As they reached adulthood they noticed that folk, including themselves, were increasingly detached from the natural world. Working in cities (London and Berlin)  they felt the weight the urban grind – the common monotony of an office-based nine-to-five. They each felt that they needed to do something to break free and the Wild Swimming Brothers were born. They decided to commit themselves to a wild swimming adventure –  and set out to explore the world through wild swimming.

They’ve swum all over the world from the dense tropical jungles of Venezuela to the winding rivers of Indonesia, from glacial Himalayan mountain pools to the wadis of Morocco. As brothers, they’ve swum on 6 continents and their biggest journeys to date have been:

CORRYVRECKAN aka the world’s third largest maelstrom, off the west coast of Argyll, where a collision of tidal pathways intersects and sends manic waves to smash against the jagged, limpet-studded rocks that edge the Isle of Jura. There’s less than one hundred people who’ve actually made this crossing, which makes it pretty special.

THE RIVER EDEN this 9 day/90 mile expedition was a chance for the brothers to revisit the spots they loved as kids, from the peaty bogs and gorges of Black Fell Moss, down the steep dale of Mallerstang to the the squelching tidal flats of England’s eastern coast, where the Eden joins the River Esk and enters the Solway Firth.

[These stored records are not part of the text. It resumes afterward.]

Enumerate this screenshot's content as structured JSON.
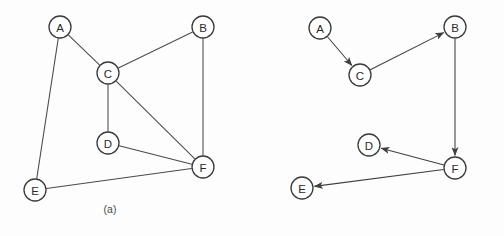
{
  "figure": {
    "type": "graph-diagram-pair",
    "background_color": "#fdfdfd",
    "node_stroke_color": "#3a3a3a",
    "node_fill_color": "#ffffff",
    "edge_color": "#4a4a4a",
    "label_color": "#2a2a2a",
    "node_radius": 11
  },
  "panel_a": {
    "caption": "(a)",
    "graph_kind": "undirected",
    "nodes": [
      {
        "id": "A",
        "label": "A",
        "x": 60,
        "y": 27
      },
      {
        "id": "B",
        "label": "B",
        "x": 203,
        "y": 27
      },
      {
        "id": "C",
        "label": "C",
        "x": 108,
        "y": 73
      },
      {
        "id": "D",
        "label": "D",
        "x": 108,
        "y": 143
      },
      {
        "id": "E",
        "label": "E",
        "x": 35,
        "y": 190
      },
      {
        "id": "F",
        "label": "F",
        "x": 203,
        "y": 167
      }
    ],
    "edges": [
      {
        "from": "A",
        "to": "C"
      },
      {
        "from": "A",
        "to": "E"
      },
      {
        "from": "C",
        "to": "B"
      },
      {
        "from": "C",
        "to": "D"
      },
      {
        "from": "C",
        "to": "F"
      },
      {
        "from": "B",
        "to": "F"
      },
      {
        "from": "D",
        "to": "F"
      },
      {
        "from": "E",
        "to": "F"
      }
    ]
  },
  "panel_b": {
    "caption": "(b)",
    "graph_kind": "directed",
    "nodes": [
      {
        "id": "A",
        "label": "A",
        "x": 68,
        "y": 28
      },
      {
        "id": "B",
        "label": "B",
        "x": 203,
        "y": 27
      },
      {
        "id": "C",
        "label": "C",
        "x": 108,
        "y": 75
      },
      {
        "id": "D",
        "label": "D",
        "x": 117,
        "y": 145
      },
      {
        "id": "E",
        "label": "E",
        "x": 50,
        "y": 188
      },
      {
        "id": "F",
        "label": "F",
        "x": 203,
        "y": 168
      }
    ],
    "edges": [
      {
        "from": "A",
        "to": "C",
        "directed": true
      },
      {
        "from": "C",
        "to": "B",
        "directed": true
      },
      {
        "from": "B",
        "to": "F",
        "directed": true
      },
      {
        "from": "F",
        "to": "D",
        "directed": true
      },
      {
        "from": "F",
        "to": "E",
        "directed": true
      }
    ]
  }
}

SALTSTRAUMEN and MOSKSTRAUMEN whirlpools in Norway. Swirling violently above the Arctic Circle, on the edge of the Lofoten Islands, they possess the strongest and fastest tidal currents in the world. Made famous by Edgar Allan Poe’s A Descent into the Maelstrom and featured in the climax of Jules Verne’s Twenty Thousand Leagues Under the Sea, they are truly the stuff of literary legend.